But my job is to try to keep people safe. In universal strong encryption, I see something that is with us already and growing every day that will inexorably affect my ability to do that job. It may be that, as a people, we decide the benefits here outweigh the costs and that there is no sensible, technically feasible way to optimize privacy and safety in this particular context, or that public safety folks will be able to do their job well enough in the world of universal strong encryption. Those are decisions Americans should make, but I think part of my job is make sure the debate is informed by a reasonable understanding of the costs.See this SciAm article for background.
Some prominent cryptologists have written an essay on The Risks of Mandating Backdoors in Encryption Products. They say that the govt plan cannot work, and and the NY Times says that a previous Clinton administration plan was shown to not work either.
I am inclined to agree that giving the Obama administration everything they want would infringe our civil liberties, but the cryptologist argument is nonsense. The Clinton administration plan was defeated politically, not by technical weaknesses.
Every other country spies on its citizens, and does it without any statutory limitation or due process. Apple, Google, credit bureaus, Obamacare, and others collect vast amounts of privacy invading data on us, and we have very few protections. The main forces against encryption are businesses who profit from selling our private data.
It would be possible to give the feds what they ask, and give citizens better protections than they have today. There are no technical barriers to this.
These cryptologists are saying something that is popular with civil libertarians, and with big data companies who would like to keep spying on us. But those big data companies are eager to give the false impression that all of your data can be trusted with them, and that the FBI is the real threat to your privacy.
Here is a bigger threat, from a Latina political appointment in the Obama administration:
Katherine Archuleta, the director of the Office of Personnel Management, resigned under pressure on Friday, one day after the government revealed that two sweeping cyberintrusions at the agency had resulted in the theft of the personal information of more than 22 million people, including those who had applied for sensitive security clearances.I think that it is just a matter of time before massive files on everyone get put on the web, with Social Security numbers, addresses, and health info. Once that happens, people will see little point in making that info secret anymore.
Update: James Baker says that he convinced the NY Times to issue a correction about the supposed technical weaknesses of the Clinton administration plan.
While I was on the opposite side of Baker in the 1990s crypto wars, I agree with him that the press has fallen for lame arguments from cryptologists.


## [Prompt]
Please retype every record below exactly, leaving the pictures out.

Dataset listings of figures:
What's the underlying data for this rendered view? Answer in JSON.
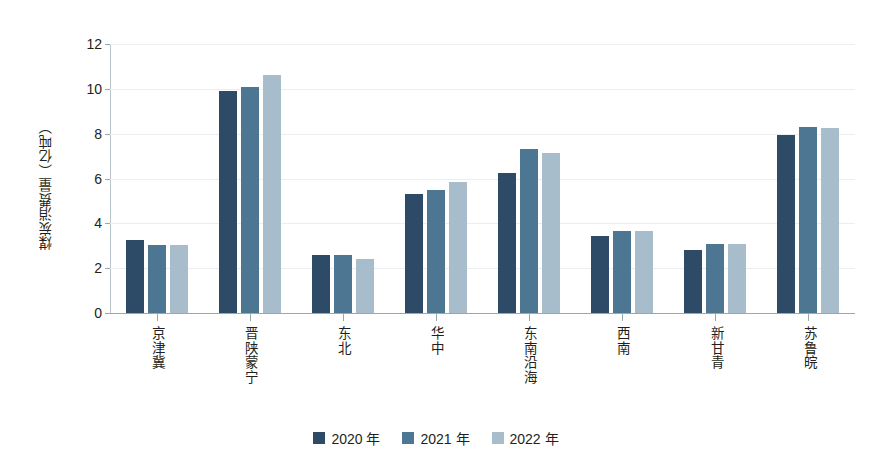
{
  "chart_data": {
    "type": "bar",
    "title": "",
    "subtitle": "",
    "xlabel": "",
    "ylabel": "煤炭消费量（亿吨）",
    "ylim": [
      0,
      12
    ],
    "ytick_values": [
      0,
      2,
      4,
      6,
      8,
      10,
      12
    ],
    "ytick_labels": [
      "0",
      "2",
      "4",
      "6",
      "8",
      "10",
      "12"
    ],
    "grid": true,
    "grid_axis": "y",
    "legend_position": "bottom",
    "categories": [
      "京津冀",
      "晋陕蒙宁",
      "东北",
      "华中",
      "东南沿海",
      "西南",
      "新甘青",
      "苏鲁皖"
    ],
    "series": [
      {
        "name": "2020 年",
        "color": "#2d4a66",
        "values": [
          3.25,
          9.9,
          2.6,
          5.3,
          6.25,
          3.45,
          2.8,
          7.95
        ]
      },
      {
        "name": "2021 年",
        "color": "#4c7691",
        "values": [
          3.05,
          10.1,
          2.6,
          5.5,
          7.3,
          3.65,
          3.1,
          8.3
        ]
      },
      {
        "name": "2022 年",
        "color": "#a8bdcc",
        "values": [
          3.05,
          10.6,
          2.4,
          5.85,
          7.15,
          3.65,
          3.1,
          8.25
        ]
      }
    ],
    "colors": {
      "series_2020": "#2d4a66",
      "series_2021": "#4c7691",
      "series_2022": "#a8bdcc",
      "axis": "#9aa7ae",
      "gridline": "#e9eef1",
      "text": "#231f20",
      "background": "#ffffff"
    }
  },
  "legend": {
    "items": [
      {
        "label": "2020 年",
        "color": "#2d4a66"
      },
      {
        "label": "2021 年",
        "color": "#4c7691"
      },
      {
        "label": "2022 年",
        "color": "#a8bdcc"
      }
    ]
  }
}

## [Result below]
What's the underlying data for this rendered view? Answer in JSON.
{
  "chart_data": {
    "type": "bar",
    "title": "",
    "subtitle": "",
    "xlabel": "",
    "ylabel": "煤炭消费量（亿吨）",
    "ylim": [
      0,
      12
    ],
    "ytick_values": [
      0,
      2,
      4,
      6,
      8,
      10,
      12
    ],
    "ytick_labels": [
      "0",
      "2",
      "4",
      "6",
      "8",
      "10",
      "12"
    ],
    "grid": true,
    "grid_axis": "y",
    "legend_position": "bottom",
    "categories": [
      "京津冀",
      "晋陕蒙宁",
      "东北",
      "华中",
      "东南沿海",
      "西南",
      "新甘青",
      "苏鲁皖"
    ],
    "series": [
      {
        "name": "2020 年",
        "color": "#2d4a66",
        "values": [
          3.25,
          9.9,
          2.6,
          5.3,
          6.25,
          3.45,
          2.8,
          7.95
        ]
      },
      {
        "name": "2021 年",
        "color": "#4c7691",
        "values": [
          3.05,
          10.1,
          2.6,
          5.5,
          7.3,
          3.65,
          3.1,
          8.3
        ]
      },
      {
        "name": "2022 年",
        "color": "#a8bdcc",
        "values": [
          3.05,
          10.6,
          2.4,
          5.85,
          7.15,
          3.65,
          3.1,
          8.25
        ]
      }
    ],
    "colors": {
      "series_2020": "#2d4a66",
      "series_2021": "#4c7691",
      "series_2022": "#a8bdcc",
      "axis": "#9aa7ae",
      "gridline": "#e9eef1",
      "text": "#231f20",
      "background": "#ffffff"
    }
  },
  "legend": {
    "items": [
      {
        "label": "2020 年",
        "color": "#2d4a66"
      },
      {
        "label": "2021 年",
        "color": "#4c7691"
      },
      {
        "label": "2022 年",
        "color": "#a8bdcc"
      }
    ]
  }
}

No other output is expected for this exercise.